Early Fire Prevention Campaigns

2006

Initially the Forest Service used Bambi, from the Walt Disney film, on its posters, but Bambi was only loaned to them by Disney for one year, so a new animal mascot had to be created. The bear's first poster was prepared on August 9, 1944. In 1952, after Smokey Bear became popular enough to attract commercial interest, The Smokey Bear Act, an Act of Congress was passed to take Smokey out of the public domain and place him under the control of the Secretary of Agriculture. The Act provided for the use of Smokey's royalties for continued education on forest fire prevention.

 

It is the longest running public-service campaign in U.S. history. The initial 1944 cartoon was drawn by Albert Staehle, but for the next 40 years his full-time artist and promoter was Forest Service employee Rudy Wendelin.
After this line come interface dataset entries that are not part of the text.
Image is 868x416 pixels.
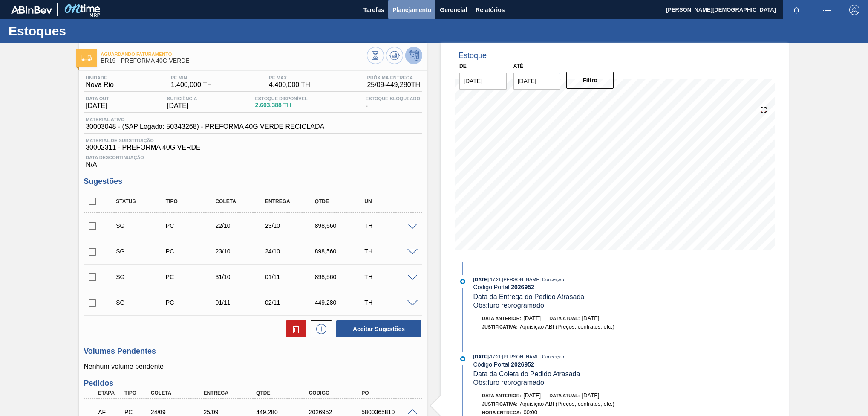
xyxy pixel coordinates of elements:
[263,274,318,280] div: 01/11/2025
[362,198,418,204] div: UN
[81,55,92,61] img: Ícone
[362,222,418,229] div: TH
[101,58,367,64] span: BR19 - PREFORMA 40G VERDE
[313,222,369,229] div: 898,560
[460,63,467,69] label: De
[164,274,219,280] div: Pedido de Compra
[489,277,501,282] span: - 17:21
[164,198,219,204] div: Tipo
[213,299,269,306] div: 01/11/2025
[822,5,832,15] img: userActions
[366,96,420,101] span: Estoque Bloqueado
[254,390,313,396] div: Qtde
[362,274,418,280] div: TH
[520,323,614,330] span: Aquisição ABI (Preços, contratos, etc.)
[114,274,170,280] div: Sugestão Criada
[520,401,614,407] span: Aquisição ABI (Preços, contratos, etc.)
[114,222,170,229] div: Sugestão Criada
[96,390,123,396] div: Etapa
[11,6,52,14] img: TNhmsLtSVTkK8tSr43FrP2fwEKptu5GPRR3wAAAABJRU5ErkJggg==
[362,299,418,306] div: TH
[363,96,423,110] div: -
[489,355,501,359] span: - 17:21
[523,409,538,416] span: 00:00
[263,248,318,255] div: 24/10/2025
[85,144,420,151] span: 30002311 - PREFORMA 40G VERDE
[461,279,465,285] img: atual
[501,354,564,359] span: : [PERSON_NAME] Conceição
[167,96,197,101] span: Suficiência
[783,4,810,16] button: Notificações
[255,96,308,101] span: Estoque Disponível
[313,299,369,306] div: 449,280
[84,177,423,186] h3: Sugestões
[386,47,403,64] button: Atualizar Gráfico
[473,302,544,309] span: Obs: furo reprogramado
[307,409,366,416] div: 2026952
[523,315,541,321] span: [DATE]
[461,357,465,361] img: atual
[85,122,325,131] span: 30003048 - (SAP Legado: 50343268) - PREFORMA 40G VERDE RECICLADA
[122,390,150,396] div: Tipo
[85,138,420,143] span: Material de Substituição
[501,277,564,282] span: : [PERSON_NAME] Conceição
[514,63,523,69] label: Até
[85,81,114,89] span: Nova Rio
[582,392,599,399] span: [DATE]
[85,155,420,160] span: Data Descontinuação
[363,5,384,15] span: Tarefas
[85,75,114,80] span: Unidade
[550,393,579,398] span: Data atual:
[255,102,308,108] span: 2.603,388 TH
[482,402,518,407] span: Justificativa:
[84,363,423,370] p: Nenhum volume pendente
[114,248,170,255] div: Sugestão Criada
[213,274,269,280] div: 31/10/2025
[85,102,109,110] span: [DATE]
[482,316,522,321] span: Data anterior:
[213,248,269,255] div: 23/10/2025
[392,5,432,15] span: Planejamento
[523,392,541,399] span: [DATE]
[85,96,109,101] span: Data out
[459,51,487,60] div: Estoque
[336,321,422,338] button: Aceitar Sugestões
[164,299,219,306] div: Pedido de Compra
[254,409,313,416] div: 449,280
[367,75,420,80] span: Próxima Entrega
[164,248,219,255] div: Pedido de Compra
[482,410,522,415] span: Hora Entrega :
[98,409,121,416] p: AF
[313,198,369,204] div: Qtde
[550,316,579,321] span: Data atual:
[473,284,676,291] div: Código Portal:
[164,222,219,229] div: Pedido de Compra
[148,409,208,416] div: 24/09/2025
[473,354,489,359] span: [DATE]
[362,248,418,255] div: TH
[114,198,170,204] div: Status
[473,379,544,386] span: Obs: furo reprogramado
[263,198,318,204] div: Entrega
[114,299,170,306] div: Sugestão Criada
[263,299,318,306] div: 02/11/2025
[567,72,613,89] button: Filtro
[367,81,420,89] span: 25/09 - 449,280 TH
[282,321,307,338] div: Excluir Sugestões
[307,390,366,396] div: Código
[263,222,318,229] div: 23/10/2025
[101,51,367,57] span: Aguardando Faturamento
[473,277,489,282] span: [DATE]
[213,198,269,204] div: Coleta
[473,361,676,367] div: Código Portal:
[313,248,369,255] div: 898,560
[332,320,423,339] div: Aceitar Sugestões
[148,390,208,396] div: Coleta
[482,393,522,398] span: Data anterior:
[359,409,418,416] div: 5800365810
[313,274,369,280] div: 898,560
[473,294,585,301] span: Data da Entrega do Pedido Atrasada
[406,47,423,64] button: Desprogramar Estoque
[213,222,269,229] div: 22/10/2025
[171,81,212,89] span: 1.400,000 TH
At the height of his popularity, Smokey received so much fan mail that he was assigned his own ZIP Code, 20252.

 

SmokeySmokey's real-life counterpart was a black bear cub who in the spring of 1950 was caught in the Capitan Gap fire, a wildfire in the Capitan Mountains of New Mexico. He had climbed a tree to escape the blaze, but his paws and hind legs had been burned. At first he was called Hotfoot Teddy, but was later redubbed Smokey, after the mascot. A local rancher who had been helping fight the fire took the cub home with him, but he needed veterinary aid so a New Mexico Department of Game and Fish Ranger took the bear to Santa Fe. Smokey was sent to the National Zoo in Washington, DC.  Smokey is typically depicted as a bear in a biped humanoid form wearing blue jeans and a flatbrimmed campaign hat. He is presumably wearing the campaign hat because at that time park rangers often wore them.

 

For a short time The Smokey the Bear Campaign also included a wife and a cub, named Smokeout the Bear.